Wednesday, August 17, 2011

Cigarette Industry Fights New Graphic FDA Images



The cigarette industry is going to court to battle proposed new FDA rules that would force the companies to post graphic images on their packaging. Four of five of the largest tobacco companies led by R.J. Reynolds and Lorrilard Tobacco Co. filed a First Amendment based lawsuit contending that the government forcing the cigarette companies to post graphic images violates their free speech rights, which also reduces the area on their on packaging to display their own brand name or images. The cigarette industry believes that some of the images which include a sewn-up corpse are outrageous and bad for their industry.






Two years ago, The Family Smoking Prevention And Tobacco Control Act became law, and the tobacco industry also challenged that law in court as well. However, the use of the First Amendment as a grounds to challenge new proposed tobacco rules is a new tactic by the big tobacco companies.






The tobacco industry operates in a strange legal environment regardless. Their products are harmful to both users and nonusers alike, yet remain legal unlike other defective or dangerous products which are forced off the market by government safety actions. Further, while powerful industries like the automobile industry are forced to heavily control their air pollution that automobiles create, there are no environmental rules limiting cigarette emissions. For example, ,just one lit cigarette can destroy the air quality of several thousand cubic feet of air creating health threats for nonusers of middle ear infections, asthma and cancer risks. Injury from cigarettes are one of the reasons for the health care crisis in the United States, where the public health care system spends tens of billions each year to pay for cigarette related health problems. Further, American society is willing to accept a reduction in both lifespan and quality of life to keep cigarettes legal despite new interests in environmentalism and healthy foods. The fact of the matter is that cigarettes probably reduce the lifespan and quality of life for all Americans erasing almost any environmental or healthy food gains elsewhere.

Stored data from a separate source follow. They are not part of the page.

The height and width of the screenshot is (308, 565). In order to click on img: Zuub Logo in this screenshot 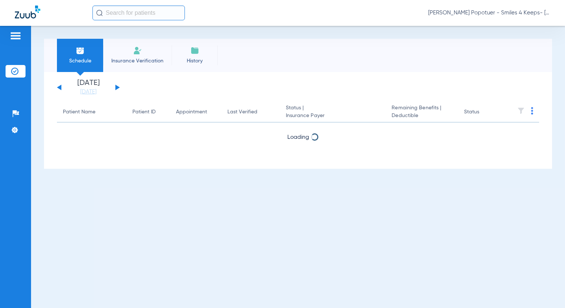, I will do `click(27, 12)`.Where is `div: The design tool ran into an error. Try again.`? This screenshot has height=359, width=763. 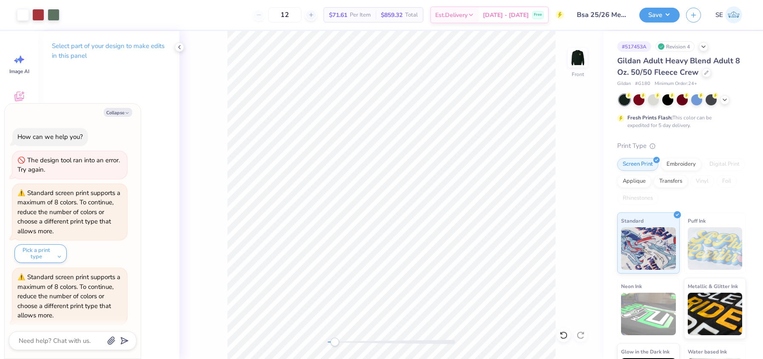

Another strange legal quirk about cigarette smoking is that it allows the unwanted distribution of a drug, nicotine, to others as secondhand smoke. Nicotine helps to destroy the quality of REM sleep and has other health consequences. And nicotine is controversial because the levels of the drug have continued to rise in cigarettes in recent years despite tobacco industry claims that they haven't been manipulating the drug. Between 1998 and 2005, independent lab tests have claimed average yearly 1.6% increases in nicotine levels in cigarettes, strongly suggesting that the tobacco industry is deliberately manipulating nicotine levels to keep cigarettes addictive to users. This nicotine drug manipulation is part of the reason that the FDA was given authority over tobacco by Congress. Many smokers just can't help this drug addiction. even if they are being harmed by cigarettes. Cigarettes also keep many lower income persons in poverty, and are a favorite of the mentally ill. It is estimated that up to 80% of persons with a mental illness smoke to cope with anxiety or other issues as a form of self-medication, which is a very high figure compared to around 20% of all adults who smoke.






The tobacco industry is looking toward to the future by divesting itself into other business opportunities in the event that cigarettes someday are further restricted or else even become illegal. While new brands of cigarettes hit the market with some regularity, government takes baby steps chipping away at the industry mostly through advertising and packaging restrictions where the graphic labels proposal will become the next legal battleground for the tobacco industry to defend.






Unless the tobacco industry is successful in court overturning the new FDA rule, the graphic warning images will cover both the front and back panels on cigarette packages and will also cover at least 20% of the area of every advertisement as well. It will now be up to the courts to decide whether the new FDA packaging rules take effect or not on one hand, as well as a new test for the limits of free speech. Rather than an outright ban of a dangerous or defective product, the huge new graphic warning labels seem like a strange way for government to control bad products.